Norton Keeps Amendment to Weaken D.C. Gun Safety Out of Final Defense Authorization Bill
WASHINGTON, DC – The office of Congresswoman Eleanor Holmes Norton (D-DC) today announced that Norton succeeded in keeping an amendment to weaken D.C. gun safety laws out of the final National Defense Authorization Act for Fiscal Year 2014, passed by the Senate last night. The amendment was added on the House floor to the original House version of the bill, passed in June, but Norton got it removed from the final House-Senate compromise version of the bill, which now goes to the president for his signature.
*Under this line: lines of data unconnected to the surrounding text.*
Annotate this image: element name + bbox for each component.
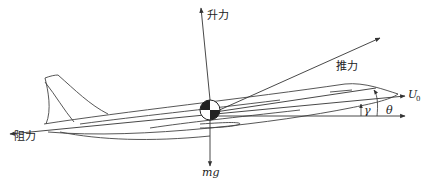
- weight-label: mg: [202, 166, 219, 179]
- airplane-outline: [44, 75, 398, 139]
- thrust-label: 推力: [336, 59, 358, 73]
- theta-label: θ: [386, 104, 393, 117]
- lift-vector: [201, 8, 211, 110]
- gamma-label: γ: [364, 104, 371, 117]
- velocity-vector: [215, 96, 405, 114]
- drag-vector: [10, 114, 215, 134]
- body-axis: [215, 88, 376, 112]
- lift-label: 升力: [207, 9, 229, 22]
- velocity-subscript: 0: [416, 95, 420, 103]
- force-diagram: 升力 推力 阻力 mg U 0 γ θ: [0, 0, 427, 186]
- drag-label: 阻力: [14, 130, 36, 143]
- center-of-gravity-icon: [200, 100, 220, 120]
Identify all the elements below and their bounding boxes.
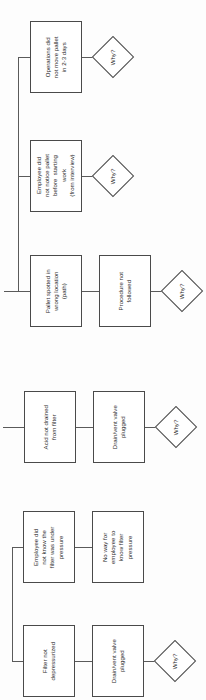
- employee-did-not-know-pressure-label: Employee did not know the filter was und…: [33, 526, 66, 568]
- connector-group3-branch-1: [12, 547, 23, 548]
- pallet-spotted-wrong-location-label: Pallet spotted in wrong location (path): [44, 269, 69, 313]
- why-decision-diamond[interactable]: [161, 270, 203, 312]
- why-decision-diamond[interactable]: [155, 406, 197, 448]
- operations-did-not-move-pallet-box[interactable]: Operations did not move pallet in 2-3 da…: [30, 21, 82, 93]
- procedure-not-followed-box[interactable]: Procedure not followed: [99, 255, 151, 327]
- drain-vent-valve-plugged-label: Drain/vent valve plugged: [111, 405, 127, 449]
- connector-box3-to-box4: [82, 291, 99, 292]
- connector-group1-trunk: [18, 57, 19, 292]
- employee-did-not-know-pressure-box[interactable]: Employee did not know the filter was und…: [23, 511, 75, 583]
- filter-not-depressurized-label: Filter not depressurized: [41, 642, 57, 681]
- employee-did-not-notice-pallet-box[interactable]: Employee did not notice pallet before st…: [30, 140, 82, 212]
- drain-vent-valve-plugged-box[interactable]: Drain/vent valve plugged: [93, 391, 145, 463]
- drain-vent-valve-plugged-box[interactable]: Drain/vent valve plugged: [92, 625, 144, 697]
- connector-group2-inlet: [3, 427, 24, 428]
- no-way-to-know-filter-pressure-label: No way for employee to know filter press…: [102, 530, 135, 563]
- connector-group1-branch-3: [18, 291, 30, 292]
- no-way-to-know-filter-pressure-box[interactable]: No way for employee to know filter press…: [92, 511, 144, 583]
- why-decision-diamond[interactable]: [92, 155, 134, 197]
- connector-group3-branch-2: [12, 661, 23, 662]
- connector-box5-to-box6: [76, 427, 93, 428]
- why-decision-diamond[interactable]: [92, 36, 134, 78]
- pallet-spotted-wrong-location-box[interactable]: Pallet spotted in wrong location (path): [30, 255, 82, 327]
- connector-box9-to-box10: [75, 661, 92, 662]
- connector-group3-trunk: [12, 547, 13, 662]
- why-decision-diamond[interactable]: [154, 640, 196, 682]
- drain-vent-valve-plugged-label: Drain/vent valve plugged: [110, 639, 126, 683]
- employee-did-not-notice-pallet-label: Employee did not notice pallet before st…: [35, 154, 76, 197]
- connector-group1-branch-1: [18, 57, 30, 58]
- flowchart-canvas: Operations did not move pallet in 2-3 da…: [0, 0, 206, 700]
- connector-box7-to-box8: [75, 547, 92, 548]
- connector-group1-inlet: [4, 291, 18, 292]
- procedure-not-followed-label: Procedure not followed: [117, 272, 133, 311]
- operations-did-not-move-pallet-label: Operations did not move pallet in 2-3 da…: [44, 36, 69, 78]
- acid-not-drained-label: Acid not drained from filter: [42, 405, 58, 449]
- filter-not-depressurized-box[interactable]: Filter not depressurized: [23, 625, 75, 697]
- acid-not-drained-box[interactable]: Acid not drained from filter: [24, 391, 76, 463]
The amendment, which was added to the original House bill by Representative Phil Gingrey (R-GA), expresses the sense of Congress that active duty military personnel in their private capacity should be exempt from the gun safety laws of the District of Columbia, but not those of any other state or locality.
"I am grateful to Senator Carl Levin and Representative Adam Smith for working with me to yet again defeat this infringement on D.C.'s gun safety laws and D.C.'s home rule," said Norton. "Republicans, who profess to support a limited federal government and local control of local matters, override their own party's principle when they pick on the District of Columbia because they think they can. However – as our residents, our House and Senate allies and the gun safety community have shown – they are wrong."
Gingrey earlier this year also introduced the amendment as a stand-alone bill, but it has not received a vote. Last Congress, Gingrey added the amendment to the National Defense Authorization Act for Fiscal Year 2013 on the House floor. However, like this year, Norton, with the help of Senate Armed Services Committee Chairman Carl Levin (D-MI) and House Armed Services Committee Ranking Member Adam Smith (D-WA), got the provision removed from the version of the bill the president signed into law. Last week, the National Rifle Association (NRA)-backed D.C. gun bill, which would wipe out D.C.'s gun laws and which forced Norton to pull the D.C. House Voting Rights Act from the House floor in 2010, was reintroduced in the House by Representative Jim Jordan (R-OH). It was also reintroduced last year and gained 174 cosponsors, but did not come to the floor for a vote. Last Congress, in addition to the Gingrey amendment and the NRA-backed D.C. gun bill, another attack on the District's gun safety laws was defeated when the House Judiciary Committee rejected an amendment that would have allowed out-of-state residents with state-issued concealed carry permits to carry concealed guns in the District.